India’s foreign aid activities have now also extended to humanitarian assistance, such as when its Navy participated in an ad hoc coalition with the United States, Japan, Australia, and Singapore to disburse blankets and tents in the aftermath of the 2004 Indian Ocean tsunami. In 2008, in the wake of Cyclone Nargis, which also devastated significant parts its own coastal regions, India nevertheless provided critical humanitarian relief to other affected countries, particularly Sri Lanka. In 2009, the conflict in Palestine led India to disburse humanitarian aid to the Palestinian territories, and India gave humanitarian aid to Tajikistan to avert famine there. Additionally, in response to floods in 2010, India gave humanitarian aid to Pakistan — a country with which it has fought three wars. These endeavors reflect not only greater institutional capacity to respond to natural calamities, but also the necessary political commitment and diplomatic skill to act swiftly and engage beyond India’s traditional neighborhood.

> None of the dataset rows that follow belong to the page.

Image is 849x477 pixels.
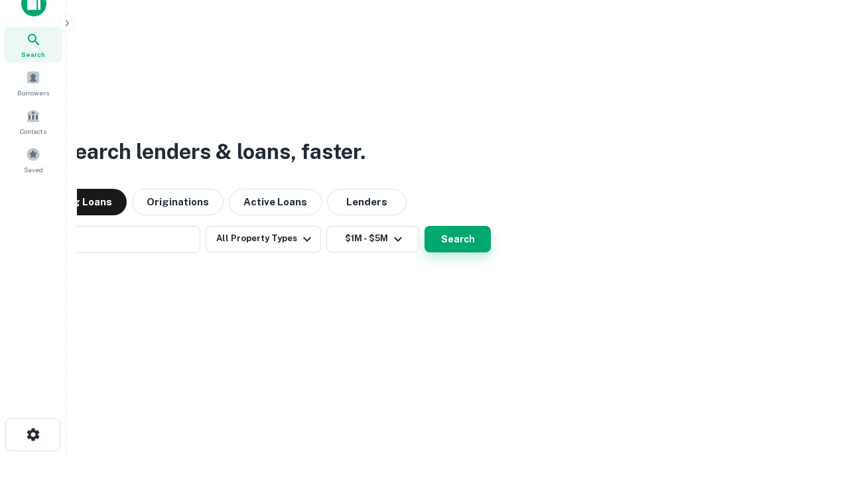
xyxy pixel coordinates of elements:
[4,27,62,62] a: Search
[4,103,62,139] a: Contacts
[4,142,62,178] a: Saved
[20,126,46,137] span: Contacts
[229,189,322,215] button: Active Loans
[327,189,406,215] button: Lenders
[132,189,223,215] button: Originations
[206,226,321,253] button: All Property Types
[60,136,365,168] h3: Search lenders & loans, faster.
[782,371,849,435] iframe: Chat Widget
[24,164,43,175] span: Saved
[326,226,419,253] button: $1M - $5M
[21,49,45,60] span: Search
[4,65,62,101] a: Borrowers
[424,226,491,253] button: Search
[17,88,49,98] span: Borrowers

Through humanitarian as well as programmatic lending, India’s approach to foreign assistance shows that it wants to be recognized as an emerging great power. In using foreign aid not only to help in times of disaster and spur development in the recipient country, but also to secure Indian resource supplies, seek markets for its goods, and cement larger goals, New Delhi is mimicking the policies of developed countries. Indian foreign aid has seen annual growth rates of 10 to 20 percent over the past decade. And because many traditional aid donors have seen their aid budgets stagnate or even decrease in response to the global economic crisis, India’s aid influence could have a multiplying effect.

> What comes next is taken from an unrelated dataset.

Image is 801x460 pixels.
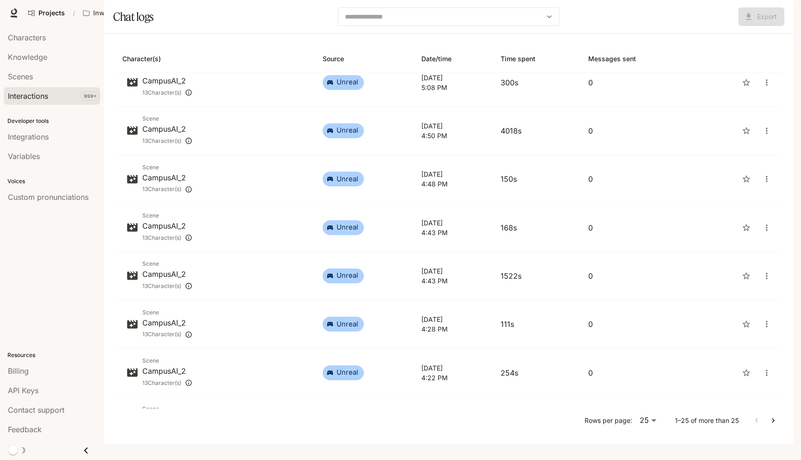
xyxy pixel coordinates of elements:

Due to India’s status as an emerging economy, a consolidated democracy, and a developing country free from colonial influence, Indian foreign assistance has great legitimacy in the eyes of other emerging countries — a legitimacy in clear contrast to that of China. It is this legitimacy that differentiates Indian development assistance and is likely to bolster its soft power.

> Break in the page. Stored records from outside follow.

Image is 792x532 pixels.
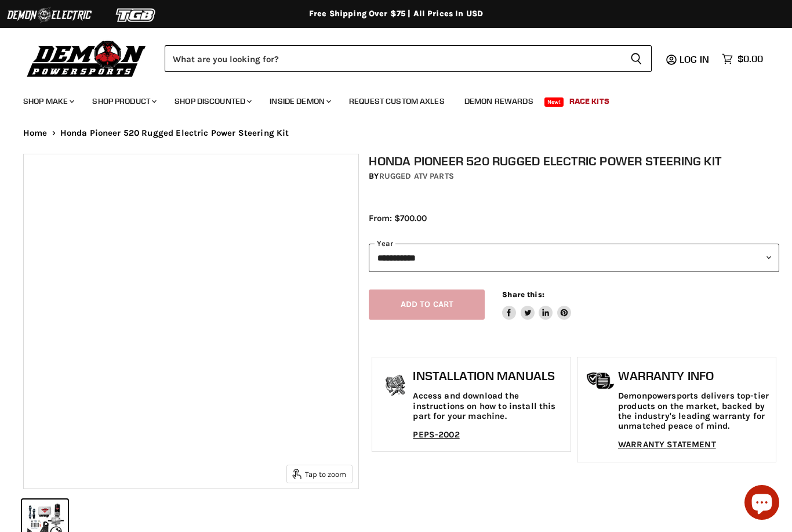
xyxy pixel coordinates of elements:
a: Home [23,128,47,138]
p: Access and download the instructions on how to install this part for your machine. [413,391,565,421]
span: Share this: [502,290,544,299]
img: Demon Electric Logo 2 [6,4,93,26]
a: Shop Discounted [166,89,259,113]
a: $0.00 [717,50,769,68]
img: warranty-icon.png [586,372,615,390]
a: Inside Demon [261,89,338,113]
a: Shop Make [14,89,81,113]
button: Tap to zoom [287,465,352,482]
img: Demon Powersports [23,37,150,79]
p: Demonpowersports delivers top-tier products on the market, backed by the industry's leading warra... [618,391,770,431]
img: TGB Logo 2 [93,4,180,26]
span: From: $700.00 [369,213,427,224]
h1: Warranty Info [618,369,770,383]
ul: Main menu [14,85,760,113]
a: Shop Product [83,89,164,113]
a: Race Kits [561,89,618,113]
span: Log in [680,53,709,65]
a: Request Custom Axles [341,89,453,113]
a: Log in [674,54,717,65]
a: WARRANTY STATEMENT [618,439,717,449]
h1: Installation Manuals [413,369,565,383]
a: PEPS-2002 [413,429,459,440]
select: year [369,244,779,272]
inbox-online-store-chat: Shopify online store chat [741,485,783,523]
span: $0.00 [737,53,763,65]
span: New! [545,98,564,106]
span: Tap to zoom [293,469,346,480]
form: Product [165,45,652,72]
h1: Honda Pioneer 520 Rugged Electric Power Steering Kit [369,154,779,168]
img: install_manual-icon.png [381,372,410,401]
a: Demon Rewards [456,89,542,113]
span: Honda Pioneer 520 Rugged Electric Power Steering Kit [60,128,290,138]
button: Search [621,45,652,72]
a: Rugged ATV Parts [379,171,454,181]
aside: Share this: [502,290,571,320]
input: Search [165,45,621,72]
div: by [369,170,779,183]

But as the Indian foreign assistance program increases in size and breadth, it will change how traditional donors view their own foreign aid to India and may well lead to increased questioning among Indians themselves of why a country with a larger number of poor people than all of sub-Saharan Africa is spending its money on foreign aid. For now, however, it seems like international aid to India will keep flowing: Britain recently announced a revamped aid program to India, focusing on the poorest states and most vulnerable groups, with a plan to move from an aid-based relationship to a two-way partnership. And, for once, India’s legendarily opaque bureaucracy could have an unintended benefit: Because the country lacks a centralized aid agency with data on the full breadth of Indian foreign assistance — and because at least a quarter of the population remains illiterate and poor — it will probably take a while longer for Indians to start questioning their government’s aid abroad. So far, this has perfectly served the Indian government, enabling it to distribute aid to serve its larger foreign-policy goals, without having to be held accountable. But with even the richest foreign countries questioning the utility of foreign aid in an age of austerity, Indian leaders may soon have to justify their increasing generosity to voters.